I think it is a mistake to view our mystic/spiritual selves and realities as irrational, illogical, delusion, superstition or fantasy. Though certain cultural powers would have us disregard our spiritual mystic selves, I believe the mystic may be the most significant aspect of our humanity and to dismiss it does great harm to our human experience. The mystic is the key to long term vision of responsibility for ourselves, humanity and the earth. There is a difference between superstition and spirituality. There is in mystic the great rationality which has given birth to ethics, compassion, justice, liberty and the responsibilities of individuals to communities and communities to individuals.

I believe that whenever our thoughts and feelings move beyond the mean of survival and into the concerns and cares of others, we engage the margins of the mystic; we walk down the slope of beach to the water’s edge and wet our toes in the mystic ocean. To be mystic is to give careful thought to where we are and how we can best get to where we are going while doing as little damage as possible and while easing as much suffering as possible: are there any more rational considerations than these? As people give more thought to compassion they wade deeper into the mystic, as they begin to act more deeply in compassion, they begin to swim in the mystic waters. These waters belong to everyone who perceive and practice compassion.

My understanding of the God of Jesus is as a Spirit of love and compassion, expressed in Jesus’ directions to his followers to love God as loving each other and creation. I also believe that God is love and is manifest in our loving, in that when we love or experience love we experience God and are present with God in our loving. Then any consideration of love and compassion is to enable the mystic, and acts of love and compassion are to engage the mystic relationship between Spirit, self and creation. Here we then begin to move around within the mystic margins.

Regardless of the AP I’ve experienced as large things and small, they lead me to act on deep considerations I make regarding Jesus and his teachings, as central to my understanding, the center of my life with God and each other. Like Mary, I would “treasure all these words and ponder them in (my) heart,” so that as Paul wrote, “Christ may dwell in (our) hearts”.

Celtic Christianity holds a tradition of spirituality where we see God shining through the “thin places”, where we perceive God as not one removed from us, but here with us, around us and within us, “the one in whom we live and move and have our being”. Our ordinary daily lives are wrapped up in God. We live simultaneously in two worlds, physical and spiritual and like wet sand on the beach, the thin places are where the worlds touch and interact. At that point we may also realize that though we may not live in the ocean, we don’t actually live on the dry land we thought we did. We actually live in a gaseous sea of water vapor, the thin place that is our atmosphere. We are connected.

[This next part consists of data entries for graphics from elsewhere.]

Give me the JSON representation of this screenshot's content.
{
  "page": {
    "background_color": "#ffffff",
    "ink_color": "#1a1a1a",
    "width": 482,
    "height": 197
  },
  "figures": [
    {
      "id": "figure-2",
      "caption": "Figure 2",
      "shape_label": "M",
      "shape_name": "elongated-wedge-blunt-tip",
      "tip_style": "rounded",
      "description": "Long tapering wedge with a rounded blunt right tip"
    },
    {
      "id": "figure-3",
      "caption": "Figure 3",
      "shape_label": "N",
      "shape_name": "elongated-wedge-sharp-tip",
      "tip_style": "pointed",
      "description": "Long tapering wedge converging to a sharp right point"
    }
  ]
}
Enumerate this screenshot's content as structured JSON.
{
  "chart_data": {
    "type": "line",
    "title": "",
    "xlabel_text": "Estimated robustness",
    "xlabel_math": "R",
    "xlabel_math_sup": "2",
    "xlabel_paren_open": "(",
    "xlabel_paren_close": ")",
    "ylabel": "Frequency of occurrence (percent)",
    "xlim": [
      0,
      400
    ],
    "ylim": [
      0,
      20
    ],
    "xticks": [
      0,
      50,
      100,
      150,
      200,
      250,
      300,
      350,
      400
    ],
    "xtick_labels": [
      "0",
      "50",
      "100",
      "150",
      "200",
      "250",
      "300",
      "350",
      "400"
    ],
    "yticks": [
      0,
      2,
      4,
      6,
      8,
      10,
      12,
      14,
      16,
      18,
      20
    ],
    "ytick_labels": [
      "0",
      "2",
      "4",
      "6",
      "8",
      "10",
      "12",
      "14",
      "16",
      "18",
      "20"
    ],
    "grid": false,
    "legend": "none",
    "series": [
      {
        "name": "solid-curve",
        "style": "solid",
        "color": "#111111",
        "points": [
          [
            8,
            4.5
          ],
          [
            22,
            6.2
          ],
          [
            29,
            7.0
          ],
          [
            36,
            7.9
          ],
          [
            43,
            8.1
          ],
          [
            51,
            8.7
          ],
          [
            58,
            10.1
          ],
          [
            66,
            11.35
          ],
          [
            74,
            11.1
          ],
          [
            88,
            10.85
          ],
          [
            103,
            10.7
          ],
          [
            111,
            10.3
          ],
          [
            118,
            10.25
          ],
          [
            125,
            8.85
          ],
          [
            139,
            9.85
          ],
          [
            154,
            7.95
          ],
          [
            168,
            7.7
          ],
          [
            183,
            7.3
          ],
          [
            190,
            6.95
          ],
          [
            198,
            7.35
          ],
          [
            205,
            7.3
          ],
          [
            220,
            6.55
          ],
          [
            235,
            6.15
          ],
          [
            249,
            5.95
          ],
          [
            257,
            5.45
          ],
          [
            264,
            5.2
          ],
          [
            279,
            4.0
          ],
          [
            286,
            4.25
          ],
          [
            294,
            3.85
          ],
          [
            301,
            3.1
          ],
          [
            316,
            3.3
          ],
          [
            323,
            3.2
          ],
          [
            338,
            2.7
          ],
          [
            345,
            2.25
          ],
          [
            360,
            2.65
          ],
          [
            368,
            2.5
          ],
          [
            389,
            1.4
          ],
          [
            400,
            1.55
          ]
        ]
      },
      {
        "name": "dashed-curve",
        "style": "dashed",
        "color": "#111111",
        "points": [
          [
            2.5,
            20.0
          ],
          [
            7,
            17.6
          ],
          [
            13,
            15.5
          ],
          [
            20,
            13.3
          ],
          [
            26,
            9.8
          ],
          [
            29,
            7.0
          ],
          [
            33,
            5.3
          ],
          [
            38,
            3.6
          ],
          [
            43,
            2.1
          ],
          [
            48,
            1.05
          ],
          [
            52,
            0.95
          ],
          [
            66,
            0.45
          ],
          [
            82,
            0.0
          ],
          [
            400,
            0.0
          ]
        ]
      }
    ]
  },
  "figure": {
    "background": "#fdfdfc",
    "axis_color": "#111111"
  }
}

The mystic is a place at least of margins and the merging of me to all and all to me, a place of initiating relationships and the ever present pursuit of sustaining and deepening relationships. The mystic is the stubborn and dogged pursuit of love in all its presence and applications. Above all the mystic is being open. Be an open heart, an open mind, an open life. Be open, aware and vulnerable to the wonder and Mystery that is God and love. The Mystery is a means of grace, always present and waiting for us, to willingly engage it in our life and being, our love and relationships.

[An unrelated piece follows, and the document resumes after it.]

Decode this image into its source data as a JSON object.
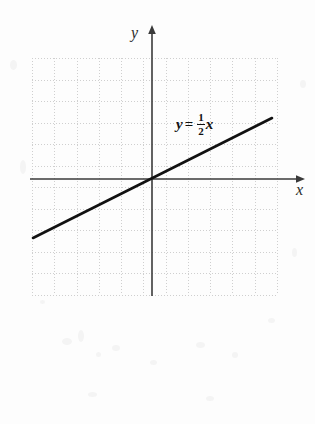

Come on down to the margin of sea and shore. Just get your feet wet, think about God, as love and think about what love really means to you, what it requires of you in your relationships with friends, family, strangers and even those who wish ill of you. Be open to the water’s invitation. See what happens in the beauty and abundance of these mysterious waters.

2 comments:

  1. John, this is beautiful! You write well. I like your image of the thin place --the water vapor in which we live. Beautiful, man!